The sounds of what perhaps touches—even makes—the painting; of which the painting is what, all that, remains. Where all that is heard is the sound of the absent, perhaps even the sound of absence itself.

And here, one should try to bear in mind that even if one is—I am—running the risk of speaking for the painting, am risking the possibility of ruining the painting while attempting to respond to it, the very attempt at response is an opening of the possibility of a relationality with it. And each time one opens oneself to the potentialities of a relation, of a response, of responding, one is also opening oneself to the possibilities—and all the dangers—of being touched by eros

But, at the same time, it is perhaps only in this manner—by opening oneself to the whispers of something beyond—that one might catch a glimpse of a speech that might be speaking                  

—in the voice of the painting—

certainly not that of Ruben Pang: 

for, even as it might have been his hands that were, his touch that is, involved in the painting, in painting the paintings, he is silent. 

And where, as Yves Klein might say, the painting is only the witness who saw what happened.

Which is not to say that Ruben Pang has naught to do with this: far from it. 

For, even if one posits that the painting might not have anything to do with the one who paints, it is still the hands of Ruben Pang who make the mark, who remark; 

who first make the stains.

Keeping in mind that to paint and to write might not just be related, but could well be indistinguishable: hence Socrates’ suspicion of, his warning against, chirography, marks made by the hand (kheiros).
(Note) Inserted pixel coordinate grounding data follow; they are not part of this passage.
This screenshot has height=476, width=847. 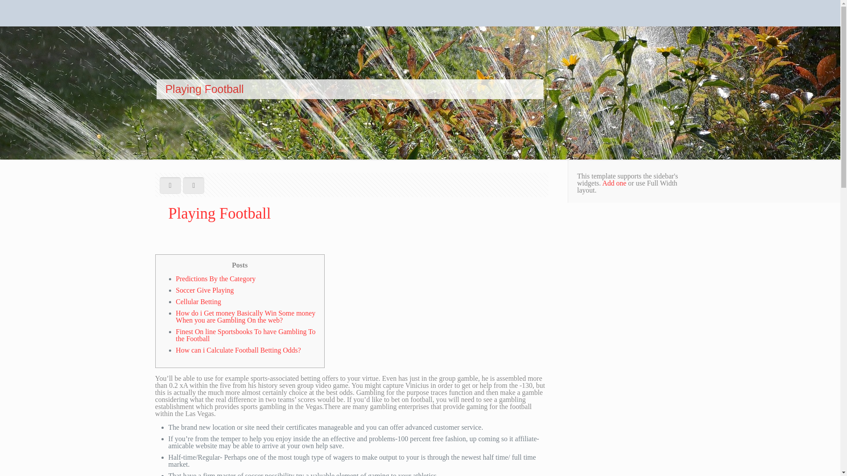 What do you see at coordinates (239, 350) in the screenshot?
I see `How can i Calculate Football Betting Odds?` at bounding box center [239, 350].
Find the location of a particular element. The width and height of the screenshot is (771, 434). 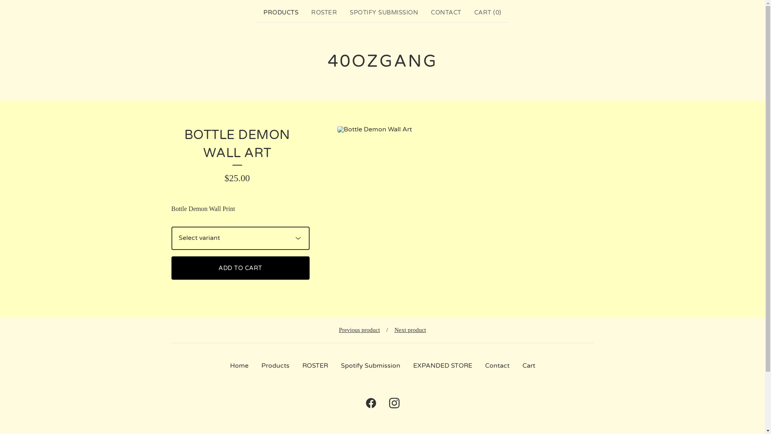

For, what represents quite possibly also speaks for, speaks over, speaks in the voice of another—

prosopopoeia.
And thus, quite possibly consumes the other.

Ruben Pang, Nematomorpha's Story, 2016. Oil, alkyd and retouching varnish on aluminum composite panel, 60 x 75 cm. Courtesy the artist.

Thus, one can perhaps either see—catch a glimpse of—Ruben Pang or the painting; where the painting bears witness to the marks made by, left behind by, him, or where Ruben Pang testifies to the possibility of making, of leaving behind, such marks. But that looking at one entails a blindness to the other; where the existence of each is a reminder that the other remains veiled from one; where both Ruben Pang and his paintings are memoirs of our blindness to the other; where the other is always only, and always already, a matter of faith. 

Where both Ruben Pang and the painting are both the limit and the condition of each other. 

Where (n)either the painting (n)or Ruben Pang can exist with (n)or without each other—at least not in the moment of being seen. 

And where, the only reason one can speak of both at the same time, in the same space, is that one is doing nothing other than attempting to read the absolute muteness of the painting alongside the silence of Ruben Pang, doing nothing other than attempting to listen to the echoes between two silences

Where, responding to—even writing on—the paintings, to Ruben Pang, is nothing other than an attempt to attend to the silent language of Ruben Pang resounding with the absolute muteness of the paintings; attempting to listen to the cacophony that is a language of painting itself; 

 

and where what rises
—insurrects in being left behind—
is nothing other than

a painted language. 

 

A version of this essay was first written for the catalogue of Ruben Pang's solo show Zwitterion at the Primo Marella Gallery in Milan, November 2016. 

Ruben Pang, Gorging Will Never Be Gentle, 2016. Oil, alkyd, charcoal and retouching varnish on aluminum composite panel, 60 x 75 cm. Courtesy the artist.

 

Issue 1
Publication Date: May 17

Jeremy Fernando is the Jean Baudrillard Fellow at the European Graduate School, where he is also a Reader in Contemporary Literature & Thought. He is also a Fellow of Tembusu College at The National University of Singapore.